_YOUR TASK_. What's needed is an exact retyping of the lines from the start of the listing up to and including the line with "Task: Click on the Show less", minus any pictures.

_INFORMATION SUPPLIED_.
***

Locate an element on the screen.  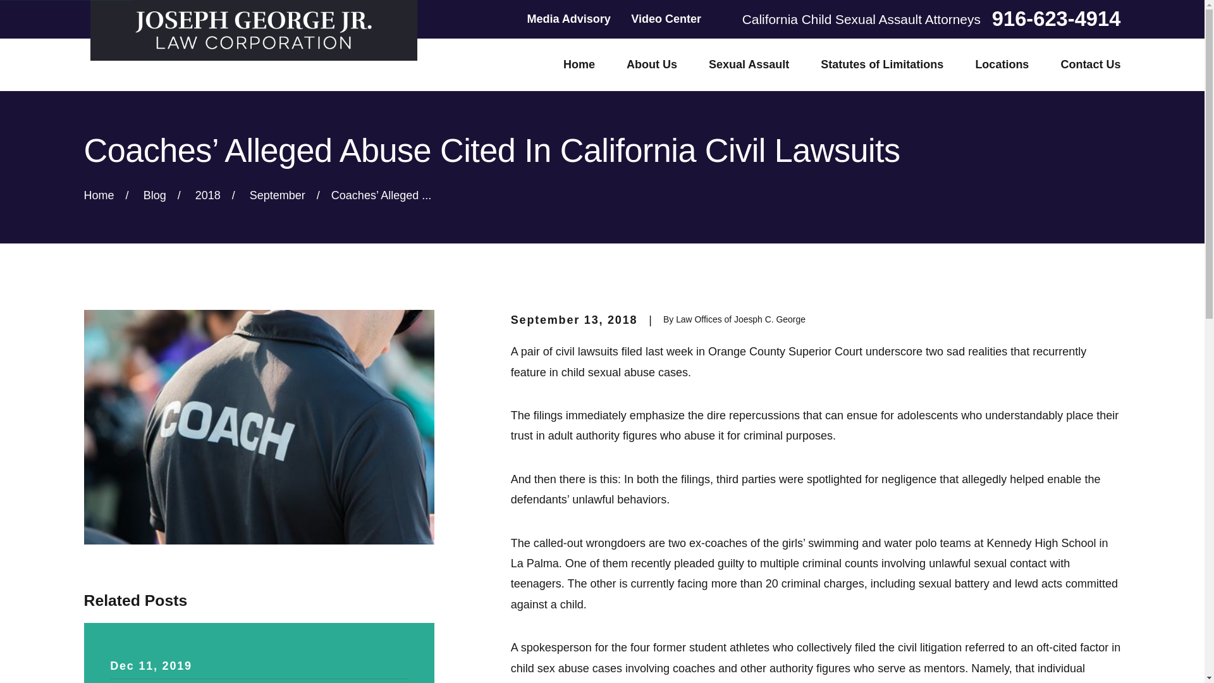
Home is located at coordinates (253, 30).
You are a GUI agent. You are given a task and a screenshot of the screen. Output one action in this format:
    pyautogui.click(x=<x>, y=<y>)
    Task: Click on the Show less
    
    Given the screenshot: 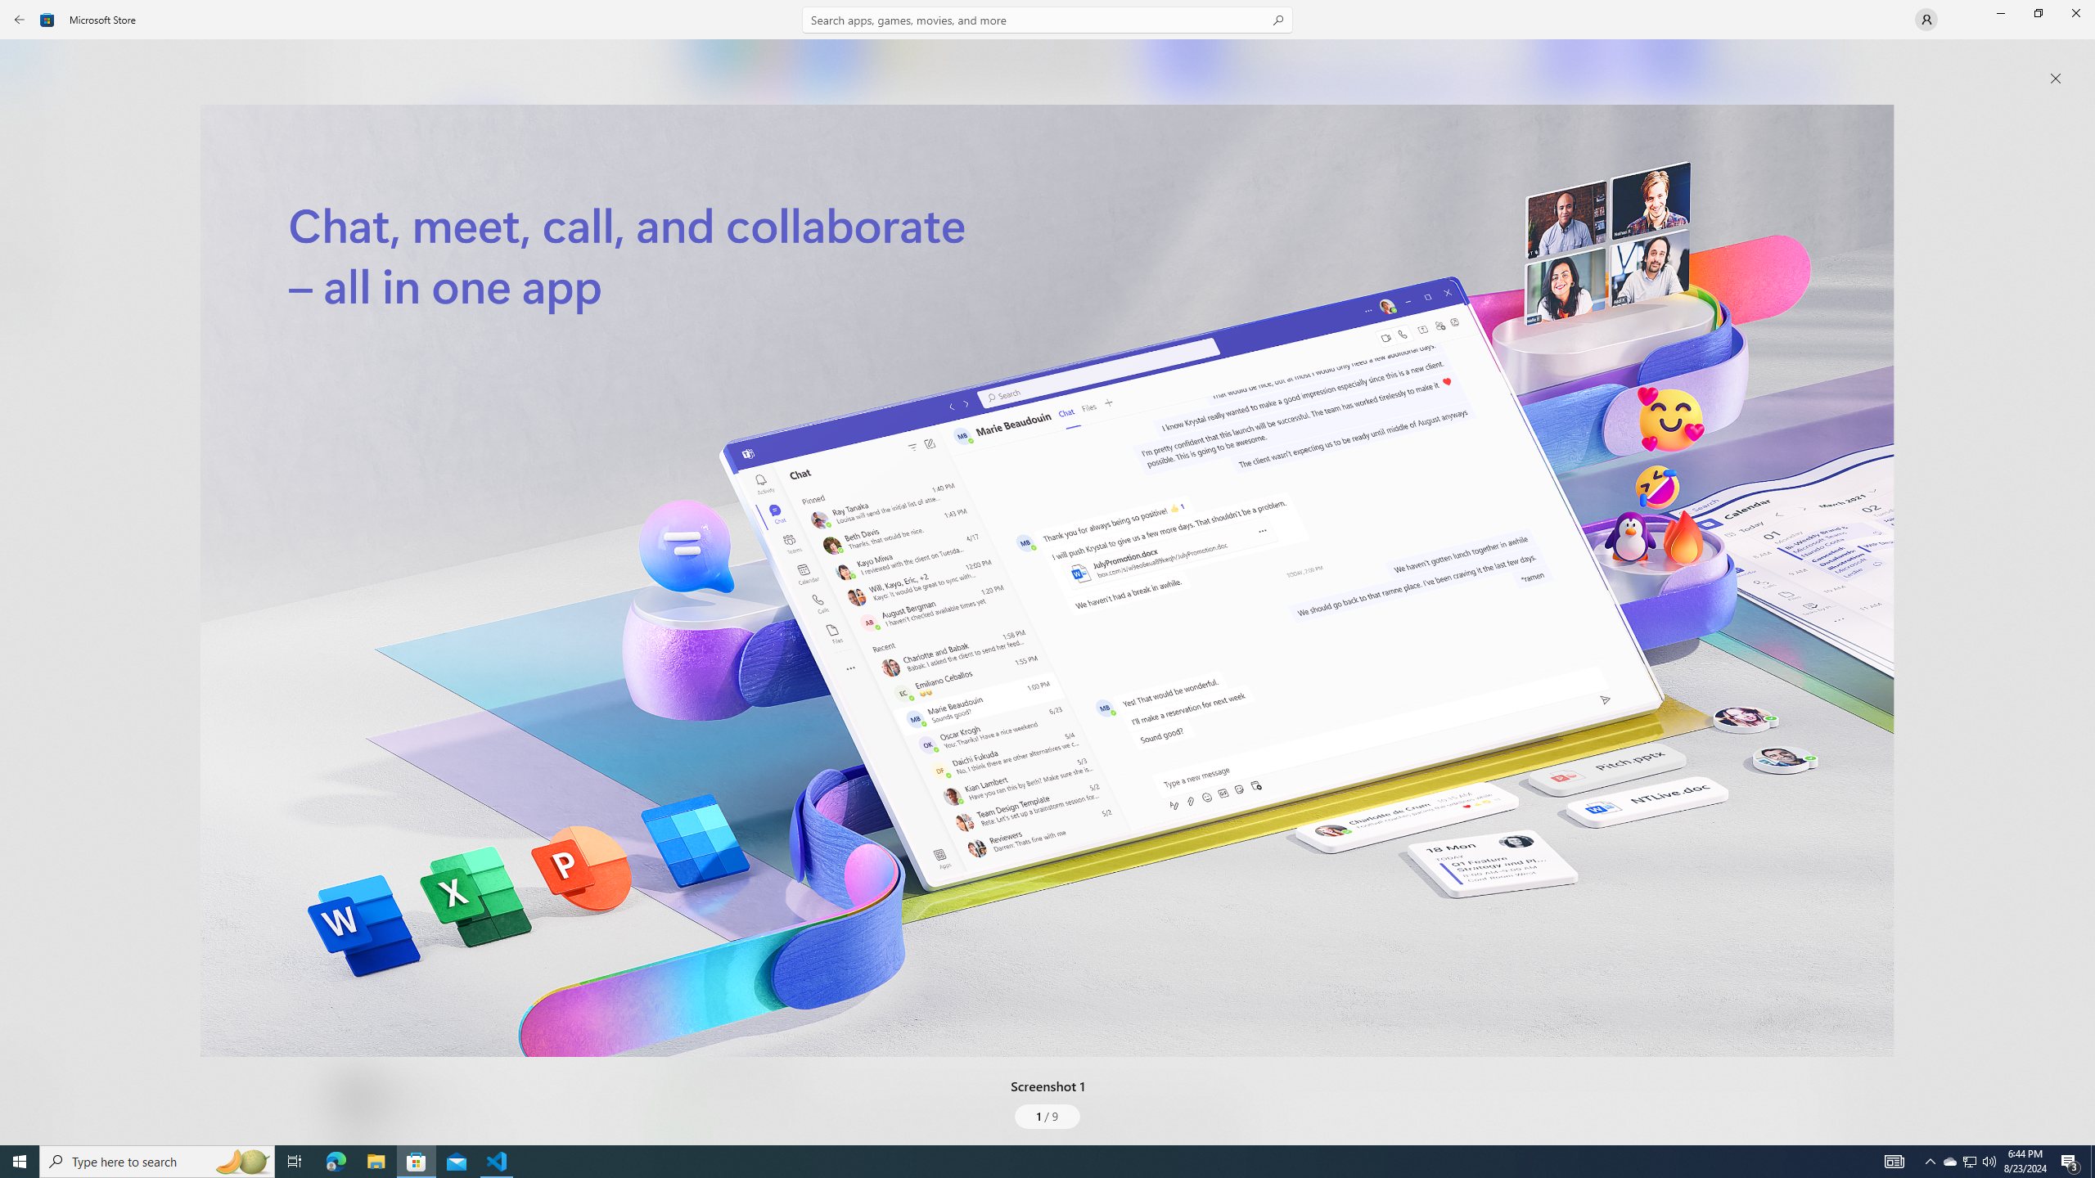 What is the action you would take?
    pyautogui.click(x=696, y=1013)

***

_ANSWER SECTION_.
Locate an element on the screen.  
Home is located at coordinates (253, 30).
You are a GUI agent. You are given a task and a screenshot of the screen. Output one action in this format:
    pyautogui.click(x=<x>, y=<y>)
    Task: Click on the Show less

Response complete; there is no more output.